This all backs up Richard Muller’s contention that “The [Reformed] orthodox…assume that the text is free of substantive error and, typically, view textual problems as of scribal origin.”[39]
For Cunningham, rather than undermining the purity of the Scriptures, textual criticism confirms it:
That we have the text of the originals of the Old and New Testaments in a state of what may most justly be called purity and integrity cannot reasonably be doubted, nay, can be fully established, by the appropriate evidence applicable to the subject, the evidence of MSS., ancient versions, and statements and quotations in ancient authors.[40]

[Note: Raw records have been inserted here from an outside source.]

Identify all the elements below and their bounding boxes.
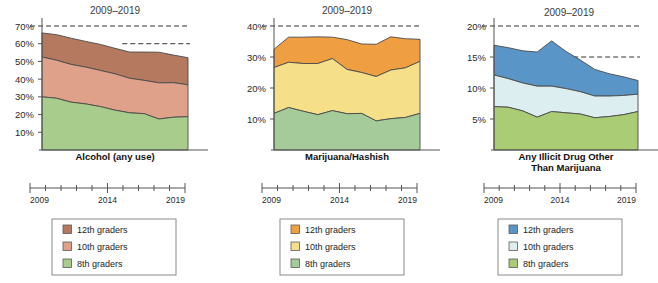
legend-swatch xyxy=(63,225,72,234)
chart-range-title: 2009–2019 xyxy=(90,5,140,16)
legend-label: 12th graders xyxy=(77,225,128,235)
chart-svg: 2009–20195%10%15%20%Any Illicit Drug Oth… xyxy=(456,0,658,283)
legend-label: 10th graders xyxy=(523,242,574,252)
legend-label: 8th graders xyxy=(77,259,123,269)
chart-title: Any Illicit Drug Other xyxy=(518,151,613,162)
legend-swatch xyxy=(509,259,518,268)
legend-label: 10th graders xyxy=(305,242,356,252)
legend-swatch xyxy=(291,259,300,268)
y-tick-label: 50% xyxy=(15,56,35,67)
y-tick-label: 40% xyxy=(247,21,267,32)
chart-title: Marijuana/Hashish xyxy=(305,151,389,162)
legend-label: 8th graders xyxy=(523,259,569,269)
chart-svg: 2009–201910%20%30%40%Marijuana/Hashish20… xyxy=(232,0,458,283)
y-tick-label: 40% xyxy=(15,74,35,85)
y-tick-label: 5% xyxy=(472,114,486,125)
legend-swatch xyxy=(63,259,72,268)
chart-range-title: 2009–2019 xyxy=(544,7,594,18)
x-tick-label: 2009 xyxy=(30,195,49,205)
y-tick-label: 30% xyxy=(247,52,267,63)
legend-swatch xyxy=(291,225,300,234)
y-tick-label: 70% xyxy=(15,21,35,32)
y-tick-label: 20% xyxy=(247,83,267,94)
chart-title: Alcohol (any use) xyxy=(75,151,154,162)
figure-root: 2009–201910%20%30%40%50%60%70%Alcohol (a… xyxy=(0,0,658,283)
y-tick-label: 60% xyxy=(15,38,35,49)
chart-panel-alcohol: 2009–201910%20%30%40%50%60%70%Alcohol (a… xyxy=(0,0,236,283)
x-tick-label: 2019 xyxy=(166,195,185,205)
y-tick-label: 10% xyxy=(247,114,267,125)
chart-panel-marijuana: 2009–201910%20%30%40%Marijuana/Hashish20… xyxy=(232,0,458,283)
x-tick-label: 2014 xyxy=(98,195,117,205)
y-tick-label: 10% xyxy=(467,83,487,94)
y-tick-label: 15% xyxy=(467,52,487,63)
legend-label: 8th graders xyxy=(305,259,351,269)
chart-svg: 2009–201910%20%30%40%50%60%70%Alcohol (a… xyxy=(0,0,236,283)
legend-label: 12th graders xyxy=(523,225,574,235)
legend-label: 12th graders xyxy=(305,225,356,235)
x-tick-label: 2009 xyxy=(484,195,503,205)
legend-swatch xyxy=(509,225,518,234)
chart-title-line2: Than Marijuana xyxy=(531,162,601,173)
y-tick-label: 20% xyxy=(15,109,35,120)
x-tick-label: 2009 xyxy=(262,195,281,205)
chart-range-title: 2009–2019 xyxy=(322,5,372,16)
y-tick-label: 30% xyxy=(15,91,35,102)
legend-swatch xyxy=(63,242,72,251)
y-tick-label: 10% xyxy=(15,127,35,138)
legend-swatch xyxy=(291,242,300,251)
y-tick-label: 20% xyxy=(467,21,487,32)
chart-panel-illicit: 2009–20195%10%15%20%Any Illicit Drug Oth… xyxy=(456,0,658,283)
x-tick-label: 2014 xyxy=(330,195,349,205)
legend-label: 10th graders xyxy=(77,242,128,252)
legend-swatch xyxy=(509,242,518,251)
x-tick-label: 2019 xyxy=(617,195,636,205)
x-tick-label: 2019 xyxy=(398,195,417,205)
x-tick-label: 2014 xyxy=(551,195,570,205)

Indeed, the attribution of the phrase “kept pure in all ages” to any one particular Greek edition soon becomes self-evidently ridiculous. Scrivener’s Greek text, which Grange Press and the TBS have republished, did not exist until 1881. Should it have the subtitle: “Kept pure in all ages since 1881”? Or should that epithet be applied to Erasmus’s first edition: “Kept pure in all ages since 1516”? Since that edition and the next “omits” a confessional proof text, it seems unlikely.

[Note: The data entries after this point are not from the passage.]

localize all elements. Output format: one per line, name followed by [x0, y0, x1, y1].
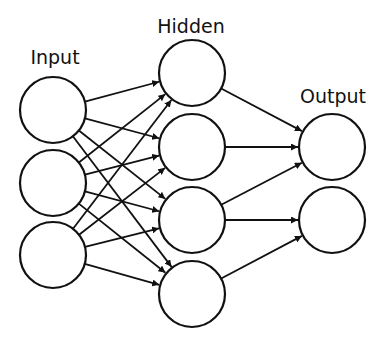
hidden-node-4	[159, 261, 225, 327]
output-node-2	[299, 187, 365, 253]
label-hidden: Hidden	[157, 15, 224, 37]
neural-network-diagram: Input Hidden Output	[0, 0, 387, 341]
edge-input0-hidden0	[85, 82, 159, 102]
output-node-1	[299, 114, 365, 180]
edge-input2-hidden2	[85, 228, 159, 247]
edge-input2-hidden1	[79, 168, 165, 235]
input-node-2	[20, 150, 86, 216]
edge-hidden0-output0	[221, 88, 302, 131]
hidden-node-3	[159, 187, 225, 253]
label-input: Input	[30, 46, 79, 68]
label-output: Output	[300, 85, 366, 107]
neurons	[20, 40, 365, 327]
hidden-node-1	[159, 40, 225, 106]
connections	[73, 82, 302, 285]
edge-input1-hidden0	[79, 94, 165, 162]
edge-hidden3-output1	[221, 236, 302, 279]
edge-hidden2-output0	[221, 163, 302, 205]
input-node-1	[20, 77, 86, 143]
input-node-3	[20, 222, 86, 288]
hidden-node-2	[159, 114, 225, 180]
edge-input2-hidden3	[85, 264, 159, 285]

Cunningham is surely right to observe:
The position that the word of God has been kept pure in all ages does not necessarily imply that it has existed in purity in any one particular MS., or that it now exists in purity in any one particular printed edition, but merely that God has preserved it in purity in his church, and has given to men sufficient materials, in due use of ordinary means, for obtaining a substantially accurate record of what he has revealed.[41]
As Muller explains, the “so-called textus receptus” was merely part of the process of “establishing a normative or definitive text of the New Testament”. There was no claim in the era of Reformed orthodoxy [1520-1725] “of a sacrosanct text in this particular edition. Nor did it…provide some sort of terminus ad quem for the editing of the text of the Bible.”[42]

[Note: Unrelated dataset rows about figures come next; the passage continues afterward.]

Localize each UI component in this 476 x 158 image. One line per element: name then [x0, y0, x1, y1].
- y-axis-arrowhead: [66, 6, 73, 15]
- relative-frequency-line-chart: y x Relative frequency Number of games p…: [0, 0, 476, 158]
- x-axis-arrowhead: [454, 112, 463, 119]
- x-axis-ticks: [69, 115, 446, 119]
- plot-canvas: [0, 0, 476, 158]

Cunningham Continued: Specific Examples
While allegations had occasionally been made that the original texts of Scripture had “been to some extent depraved or corrupted”, in reality “neither Papists nor infidels have ever been able to produce anything plausible in support of their denial of the integrity and purity of the original texts”. Nothing could be shown “which in the least affects the truth or certainty of any one of the doctrines or precepts of Christianity, or the greatly superior purity of the originals to any existing translation” (such as the Septuagint or Vulgate, both of which Cunningham discusses).[43]
Cunningham addresses several verse-length (or longer) passages that are “found in most editions of the Greek Testament” as being “at least very doubtful.” What is our responsibility in such a situation? It is not simply to go with the TR/KJV tradition. Rather, we are “under the necessity of estimating on which side the greatest amount of evidence lies”.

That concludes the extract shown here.